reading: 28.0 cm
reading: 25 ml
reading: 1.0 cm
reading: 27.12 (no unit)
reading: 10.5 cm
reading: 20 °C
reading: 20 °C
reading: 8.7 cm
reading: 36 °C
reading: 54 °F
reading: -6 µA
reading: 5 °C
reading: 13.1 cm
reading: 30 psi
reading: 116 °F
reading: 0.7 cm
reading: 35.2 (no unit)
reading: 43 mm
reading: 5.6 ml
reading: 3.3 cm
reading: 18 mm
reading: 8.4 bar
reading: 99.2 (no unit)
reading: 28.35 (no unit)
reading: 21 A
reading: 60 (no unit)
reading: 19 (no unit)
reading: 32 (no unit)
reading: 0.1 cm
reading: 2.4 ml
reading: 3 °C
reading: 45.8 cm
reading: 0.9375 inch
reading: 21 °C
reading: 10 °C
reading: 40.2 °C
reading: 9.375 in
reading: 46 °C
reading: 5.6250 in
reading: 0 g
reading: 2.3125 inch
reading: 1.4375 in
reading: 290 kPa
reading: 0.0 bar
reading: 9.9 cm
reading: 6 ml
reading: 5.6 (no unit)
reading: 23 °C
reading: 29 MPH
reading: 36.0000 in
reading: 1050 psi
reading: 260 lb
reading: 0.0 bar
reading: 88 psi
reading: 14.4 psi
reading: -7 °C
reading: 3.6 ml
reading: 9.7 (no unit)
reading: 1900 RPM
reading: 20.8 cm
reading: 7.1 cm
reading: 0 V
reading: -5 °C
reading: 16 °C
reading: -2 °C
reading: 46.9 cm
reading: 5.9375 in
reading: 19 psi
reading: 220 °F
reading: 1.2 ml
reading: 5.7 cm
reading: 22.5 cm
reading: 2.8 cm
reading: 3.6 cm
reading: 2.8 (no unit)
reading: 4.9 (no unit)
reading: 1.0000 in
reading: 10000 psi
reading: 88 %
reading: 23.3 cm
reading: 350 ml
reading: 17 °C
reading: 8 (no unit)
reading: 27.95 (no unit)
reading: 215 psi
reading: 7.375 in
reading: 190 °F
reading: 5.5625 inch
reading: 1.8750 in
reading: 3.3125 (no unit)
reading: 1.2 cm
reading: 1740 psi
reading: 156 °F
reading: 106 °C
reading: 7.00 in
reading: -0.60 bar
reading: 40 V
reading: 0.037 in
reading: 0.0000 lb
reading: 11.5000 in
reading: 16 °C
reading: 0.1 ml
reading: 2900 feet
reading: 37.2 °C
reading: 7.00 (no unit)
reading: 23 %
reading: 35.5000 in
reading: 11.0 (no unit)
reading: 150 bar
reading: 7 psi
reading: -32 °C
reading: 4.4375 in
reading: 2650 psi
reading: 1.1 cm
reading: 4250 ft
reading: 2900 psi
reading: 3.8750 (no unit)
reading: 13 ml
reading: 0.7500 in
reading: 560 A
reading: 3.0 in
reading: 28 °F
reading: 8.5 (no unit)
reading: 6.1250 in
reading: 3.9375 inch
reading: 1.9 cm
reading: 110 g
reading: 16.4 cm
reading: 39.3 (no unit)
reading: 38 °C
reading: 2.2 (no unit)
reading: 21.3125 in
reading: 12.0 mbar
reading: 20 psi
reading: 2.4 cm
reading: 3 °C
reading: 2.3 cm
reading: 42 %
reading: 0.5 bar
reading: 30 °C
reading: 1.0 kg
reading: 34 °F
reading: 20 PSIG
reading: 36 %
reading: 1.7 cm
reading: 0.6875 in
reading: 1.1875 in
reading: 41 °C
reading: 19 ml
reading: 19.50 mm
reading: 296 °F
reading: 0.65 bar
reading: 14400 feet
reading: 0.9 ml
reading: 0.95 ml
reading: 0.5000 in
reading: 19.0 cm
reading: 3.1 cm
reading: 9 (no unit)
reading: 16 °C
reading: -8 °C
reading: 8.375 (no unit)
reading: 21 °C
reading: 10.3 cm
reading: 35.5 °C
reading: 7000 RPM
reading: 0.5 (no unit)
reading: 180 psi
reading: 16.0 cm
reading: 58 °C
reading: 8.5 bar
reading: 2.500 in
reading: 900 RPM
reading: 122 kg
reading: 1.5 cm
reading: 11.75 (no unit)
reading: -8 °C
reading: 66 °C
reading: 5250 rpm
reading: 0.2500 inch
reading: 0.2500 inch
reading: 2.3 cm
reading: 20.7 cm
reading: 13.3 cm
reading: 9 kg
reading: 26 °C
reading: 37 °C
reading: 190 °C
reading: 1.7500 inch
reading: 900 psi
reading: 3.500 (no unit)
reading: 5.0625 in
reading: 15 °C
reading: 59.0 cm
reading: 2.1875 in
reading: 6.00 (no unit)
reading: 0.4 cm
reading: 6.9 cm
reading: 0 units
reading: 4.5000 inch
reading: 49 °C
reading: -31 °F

◆ ◆ ◆ ◆ ◆ ◆ ◆

• [What you have to do] For the word "inch", go through the records and show each line that carries it.

• [Expected answer]
reading: 0.9375 inch
reading: 2.3125 inch
reading: 5.5625 inch
reading: 3.9375 inch
reading: 0.2500 inch
reading: 0.2500 inch
reading: 1.7500 inch
reading: 4.5000 inch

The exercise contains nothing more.